Incubus have officially announced bassist Nicole Row as a full-time band member. Row was first brought to the fold as a sub after their previous bassist Ben Kenney got time off band duties due to a surgery for a brain tumor. Kenney has now recovered from that illness, but will not be returning to the band.
Frontman Brandon Boyd has recently spoken about Row in an interview with Rolling Stone, saying:
She’s definitely part of the band now. Her very first project with us was obviously going on tour, and she swooped in and was this delightful breath of fresh air, which we’re so thankful for so many reasons. It’s always sad when somebody from a creative family decides to step away, but she brought a whole new universe into our band, which has been amazing. Part of that momentum we’re feeling in writing a new record is partly her fault.
He then spoke of Kenney:
He has recovered. It’s complicated. I’ll just preface what I’m about to say with that. It’s complicated from an interpersonal point of view, but he himself decided to step away. I think that the situation — as it would probably for anyone — gave rise to a bunch of questions about what he was doing in his life and the direction he was heading. And from what I’m able to discern, he decided it was time for him to step away and do other things. So god bless.
We were sad at the revelation, but we love him deeply and we respect him and honor his contribution to our band for over 20 years. I want Ben to have the chance to answer these questions in his own timeframe and in his own voice, because I don’t really think it’s for me to say what his reasoning was.

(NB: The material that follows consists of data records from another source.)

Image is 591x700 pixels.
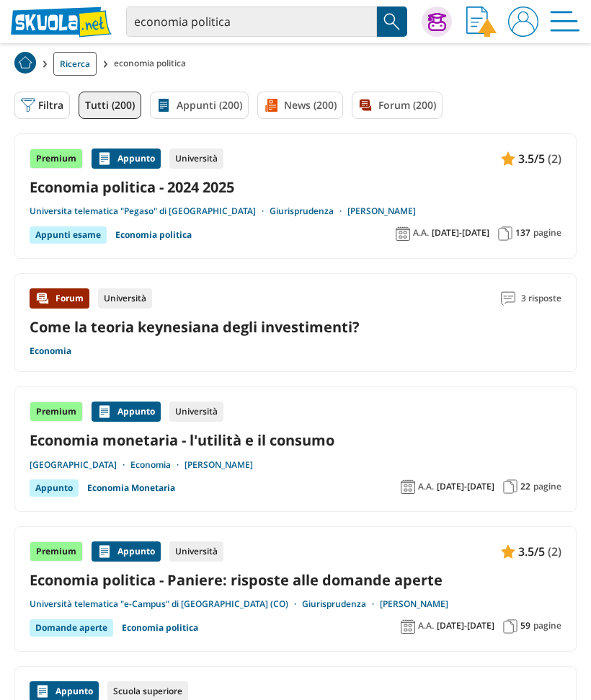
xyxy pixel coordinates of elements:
a: Economia [130,459,184,471]
span: economia politica [114,52,191,76]
span: A.A. [418,620,434,631]
img: Invia appunto [466,7,496,37]
img: Anno accademico [395,227,410,240]
img: Pagine [497,227,512,240]
img: Appunti contenuto [35,684,50,699]
a: [PERSON_NAME] [184,459,253,471]
span: A.A. [413,227,429,238]
img: Commenti lettura [500,291,515,305]
img: Appunti contenuto [500,544,515,558]
div: Premium [29,541,83,561]
img: Appunti contenuto [97,151,112,166]
img: Home [15,52,36,74]
span: [DATE]-[DATE] [437,620,494,631]
a: Giurisprudenza [302,598,380,609]
img: Forum contenuto [35,291,50,305]
span: pagine [533,620,561,631]
a: [PERSON_NAME] [380,598,448,609]
span: A.A. [418,481,434,492]
a: Home [15,52,36,76]
img: Appunti contenuto [97,544,112,558]
div: Università [169,541,224,561]
a: Economia politica - Paniere: risposte alle domande aperte [29,570,561,590]
img: Appunti contenuto [500,151,515,166]
a: Giurisprudenza [270,205,347,217]
img: Forum filtro contenuto [358,98,373,113]
div: Appunto [91,401,161,422]
a: Economia monetaria - l'utilità e il consumo [29,430,561,449]
a: Tutti (200) [78,91,141,119]
div: Università [169,148,224,169]
span: 22 [520,481,530,492]
button: Search Button [377,7,407,37]
img: Cerca appunti, riassunti o versioni [381,11,403,32]
img: Chiedi Tutor AI [428,13,446,31]
a: Economia politica [122,619,198,636]
a: Economia [29,345,72,357]
span: (2) [547,149,561,168]
a: [GEOGRAPHIC_DATA] [29,459,130,471]
img: Filtra filtri mobile [21,98,35,113]
span: [DATE]-[DATE] [432,227,489,238]
img: Anno accademico [400,619,415,634]
a: Economia Monetaria [87,479,175,496]
div: Università [98,288,152,308]
a: News (200) [257,91,343,119]
a: Università telematica "e-Campus" di [GEOGRAPHIC_DATA] (CO) [29,598,302,609]
div: Università [169,401,224,422]
a: Appunti (200) [150,91,248,119]
a: Come la teoria keynesiana degli investimenti? [29,317,359,337]
span: 3 risposte [521,288,561,308]
a: Ricerca [53,52,96,76]
span: pagine [533,227,561,238]
button: Filtra [15,91,70,119]
span: 3.5/5 [518,149,545,168]
img: User avatar [508,7,538,37]
img: Menù [549,7,580,37]
a: [PERSON_NAME] [347,205,416,217]
img: Anno accademico [400,479,415,494]
div: Appunto [91,541,161,561]
img: Pagine [503,479,517,494]
span: 137 [515,227,530,238]
div: Premium [29,401,83,422]
div: Appunto [29,479,78,496]
a: Economia politica [115,227,191,243]
a: Forum (200) [351,91,442,119]
span: [DATE]-[DATE] [437,481,494,492]
img: Appunti contenuto [97,404,112,419]
div: Appunto [91,148,161,169]
div: Domande aperte [29,619,113,636]
span: 3.5/5 [518,542,545,560]
span: 59 [520,620,530,631]
input: Cerca appunti, riassunti o versioni [126,7,377,37]
a: Economia politica - 2024 2025 [29,178,561,197]
div: Appunti esame [29,227,107,243]
a: Universita telematica "Pegaso" di [GEOGRAPHIC_DATA] [29,205,270,217]
div: Forum [29,288,89,308]
img: Pagine [503,619,517,634]
img: Appunti filtro contenuto [156,98,171,113]
span: pagine [533,481,561,492]
div: Premium [29,148,83,169]
img: News filtro contenuto [264,98,278,113]
span: (2) [547,542,561,560]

Boyd also addressed the re-recording of their fourth studio album, “Morning View“, a process for which Row contributed. When asked if Taylor Swift‘s move to re-record her own music so she can own the rights to the new recordings weighed into the situation, he said:
It was definitely part of the discussion. Through time, we won our re-record rights back, and it’s not unimportant to the process. To me, it’s sort of a less interesting part of the process, but still a part of it. When you’re involved in the making of music, especially when it’s exotic recording contracts from the Nineties, you pour your soul out and give everything you have into these recordings, and then ultimately you don’t own them. And there’s something not unusual about that, but it’s also sad.

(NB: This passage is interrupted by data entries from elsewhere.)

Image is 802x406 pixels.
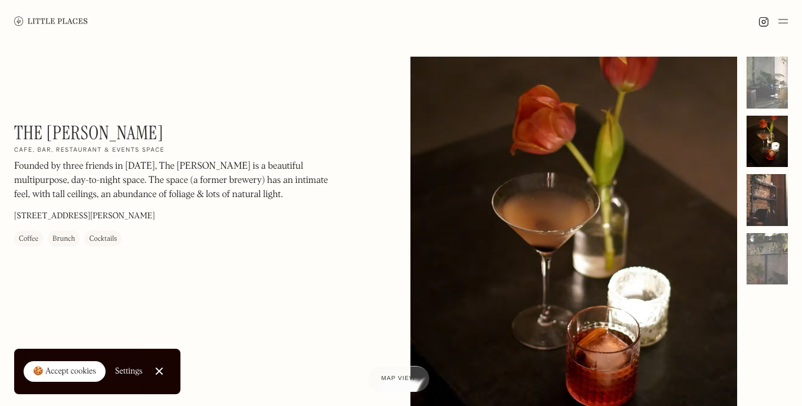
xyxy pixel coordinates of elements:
div: Brunch [52,233,75,245]
div: Coffee [19,233,38,245]
p: [STREET_ADDRESS][PERSON_NAME] [14,210,155,223]
h1: The [PERSON_NAME] [14,121,163,144]
a: 🍪 Accept cookies [24,361,106,382]
a: Close Cookie Popup [147,359,171,383]
p: Founded by three friends in [DATE], The [PERSON_NAME] is a beautiful multipurpose, day-to-night s... [14,160,333,202]
div: Cocktails [89,233,117,245]
a: Map view [367,366,430,391]
h2: Cafe, bar, restaurant & events space [14,147,164,155]
a: Settings [115,358,143,384]
div: Settings [115,367,143,375]
span: Map view [381,375,416,381]
div: 🍪 Accept cookies [33,366,96,377]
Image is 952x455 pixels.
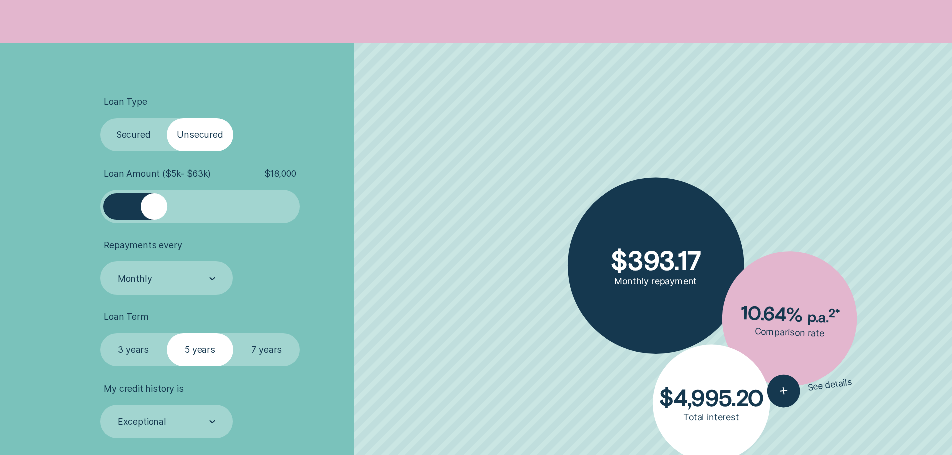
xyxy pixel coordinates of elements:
label: 3 years [100,333,167,367]
span: Repayments every [104,240,182,251]
span: Loan Amount ( $5k - $63k ) [104,168,211,179]
span: Loan Term [104,311,148,322]
div: Monthly [118,273,152,284]
label: Secured [100,118,167,152]
button: See details [765,365,854,409]
label: Unsecured [167,118,233,152]
span: See details [807,376,852,393]
span: $ 18,000 [264,168,296,179]
label: 7 years [233,333,300,367]
span: My credit history is [104,383,183,394]
label: 5 years [167,333,233,367]
span: Loan Type [104,96,147,107]
div: Exceptional [118,416,166,427]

So we’ve been around long enough now. We got to that point after all the decades where we’ve started to get our re-record rights back. We’ll never own the masters to the original recordings, but in the contracts it basically says that should we choose to re-record the album, we then own those master recordings. So it just gives a little bit more license and ownership to these tracks. But like I said, it’s not the most important thing.
Incubus’s re-recorded version of “Morning View“, “Morning View XXIII“, will be out on May 10. They’ll also be performing the album in its entirety live on the road this summer on tour with Coheed And Cambria.